San Francisco-based Thinking Machines was founded in February by Mira Murati (pictured), the former chief technology officer of OpenAI Group PBC. During her time at the AI provider, Murati oversaw the development of ChatGPT, Sora and other products. The Thinking Machines team also includes other prominent AI experts. The company recruited PyTorch co-creator Soumith Chintala from Meta Platforms Inc. last month.
Thinking Machines raised a $2 billion seed round in June at a $10 billion valuation. The investment included the participation of Nvidia Corp., Advanced Micro Devices Inc., ServiceNow Inc. and other prominent backers. The company debuted Tinker four months later.

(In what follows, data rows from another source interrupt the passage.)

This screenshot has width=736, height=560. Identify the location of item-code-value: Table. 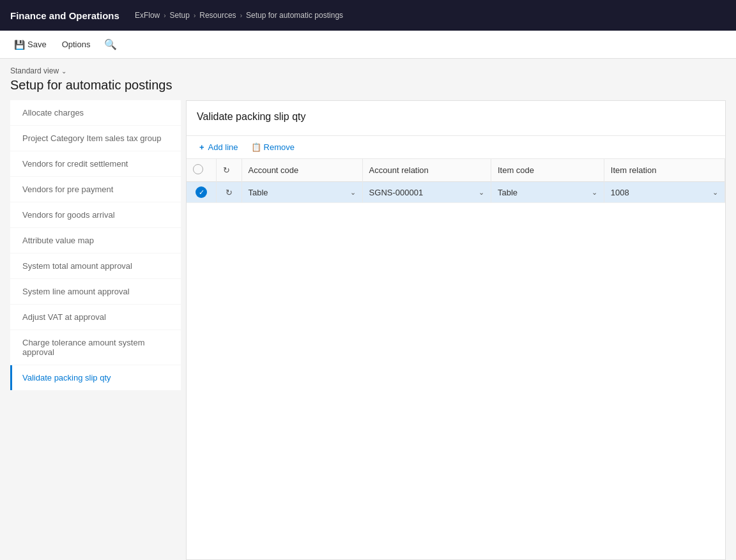
(507, 193).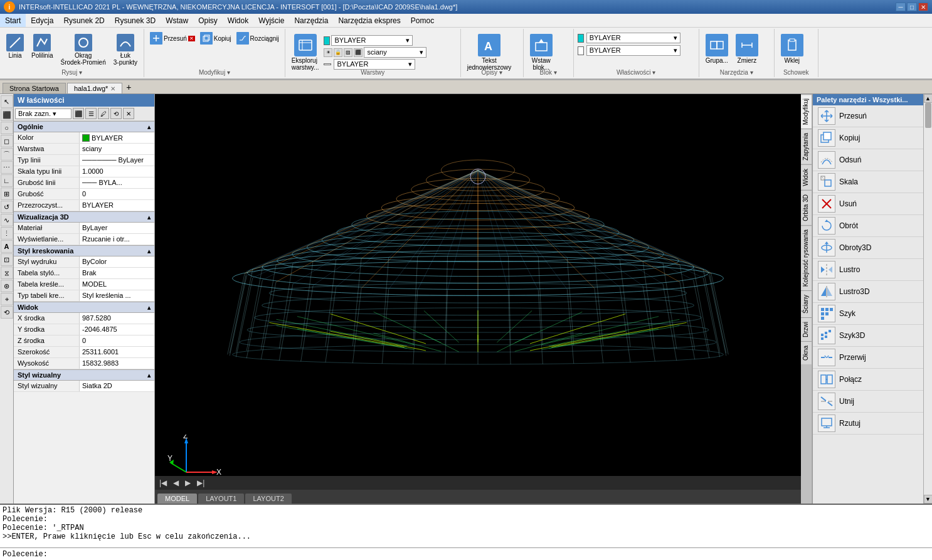  I want to click on lt-btn-11: ⊡, so click(7, 260).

Tinker is a cloud service designed to reduce the amount of effort involved in fine-tuning large language models. Fine-tuning is the process of customizing an LLM in a way that makes it better at a given task than the original version. For example, a company building a product recommendation engine might wish to enhance a model’s ability to understand shoppers’ buying preferences.

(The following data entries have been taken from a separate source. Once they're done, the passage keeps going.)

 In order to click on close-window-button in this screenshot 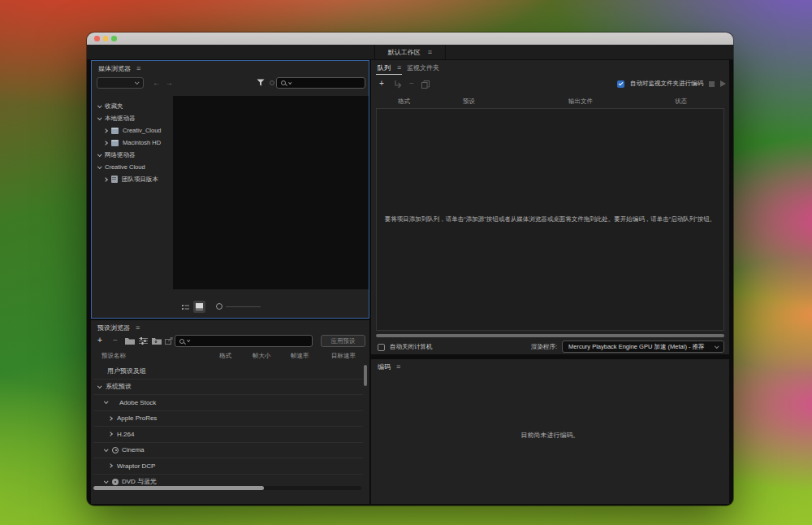, I will do `click(97, 39)`.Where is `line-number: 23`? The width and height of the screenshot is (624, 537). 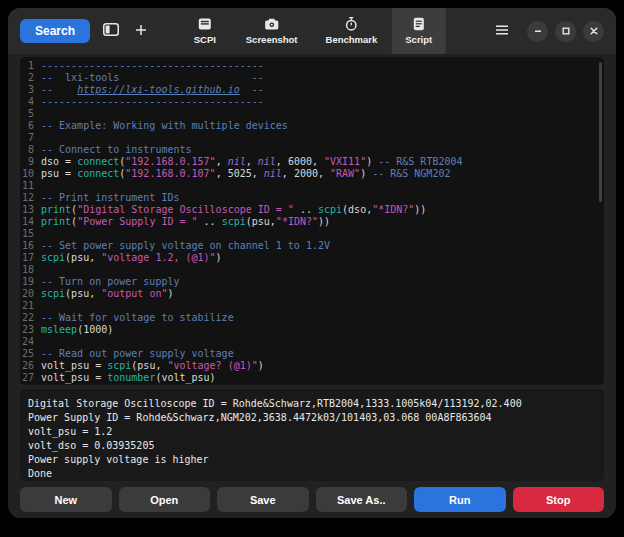
line-number: 23 is located at coordinates (30, 330). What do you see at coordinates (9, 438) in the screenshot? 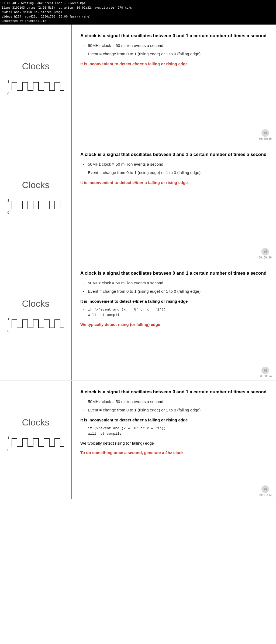
I see `axis4-1-label: 1` at bounding box center [9, 438].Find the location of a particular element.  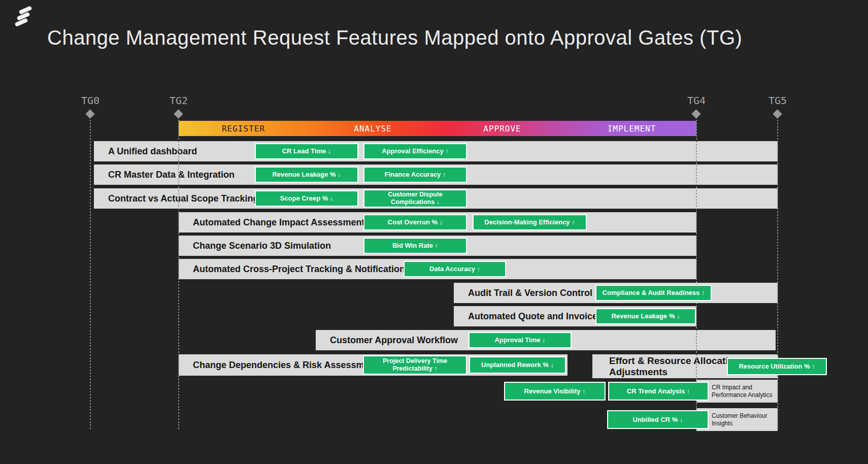

kpi-badge: Unbilled CR % ↓ is located at coordinates (658, 419).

Traditional fine-tuning methods update all of an LLM’s parameters, the configuration settings that determine how it processes data. Tinker uses a different approach known as Low-Rank Adaptation, or LoRA for short. It requires a fraction of the computing resources as standard fine-tuning and simplifies model deployment tasks.
LoRA extends the LLM being fine-tuned with a relatively small number of additional parameters. From there, it only fine-tunes those additional parameters instead of the entire model. That approach takes less time and doesn’t require as much infrastructure.

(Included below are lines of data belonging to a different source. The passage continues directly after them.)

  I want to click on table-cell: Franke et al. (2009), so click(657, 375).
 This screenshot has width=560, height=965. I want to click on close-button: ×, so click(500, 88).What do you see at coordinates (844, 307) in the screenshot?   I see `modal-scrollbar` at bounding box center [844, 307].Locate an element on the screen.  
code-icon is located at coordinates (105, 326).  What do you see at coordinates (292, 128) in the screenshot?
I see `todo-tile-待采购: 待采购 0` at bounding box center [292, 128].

LoRA’s efficiency comes with certain tradeoffs. Notably, LLMs trained using the method often provide lower output quality than models fine-tuned the usual way. In September, Thinking Machines Labs detailed an implementation of LoRA that it says can provide similar output quality as standard fine-tuning methods.
Tinker simplifies several of the technical tasks involved in launching LoRA fine-tuning runs. Usually, developers have to optimize their training code to run on a large number of graphics cards, which requires highly specialized skills. Tinker skips that step. The service allows developers to implement a fine-tuning workflow as a simple, single-processor Python script and automatically adapts it to run on multiple graphics cards.
The service also eases other aspects of the fine-tuning process. Customers have access to a tool that can periodically save an LLM during a training run. If the model encounters an error, developers can revert it to the most recent reliable version instead of starting from scratch.
Tinker rolled out into general availability today with several new features that weren’t available before. The first addition is a so-called sampling tool that enables developers to send test prompts to an LLM while it’s being fine-tuned. From there, they can analyze the model’s responses to determine if the fine-tuning is effective.
Thinking Machines also expanded the list of open-source LLMs that Tinker can train.
The company has added support for Kimi K2, a model with one trillion parameters. It’s highly adept at tool use, a term for interactions with external applications. Many LLMs struggle to complete tasks that involve a large number of external applications. Kimi K2, in contrast, can carry out up to 300 tool invocations per task.
Kimi K2 is joined by support for two vision models called Qwen3-VL-30B-A3B-Instruct and Qwen3-VL-235B-A22B-Instruct. The former LLM features a lightweight design optimized for hardware efficiency, while the latter can take on more complex tasks. Qwen3-VL-235B-A22B-Instruct also has a larger context window.
The launch of Tinker comes amid reports that Thinking Machines is seeking to raise $5 billion in new funding at a $50 billion valuation. If the round closes, the company will almost certainly launch additional products to meet investors’ likely high revenue expectations. Thinking Machines may accelerate its products development roadmap by acquiring other AI tooling providers.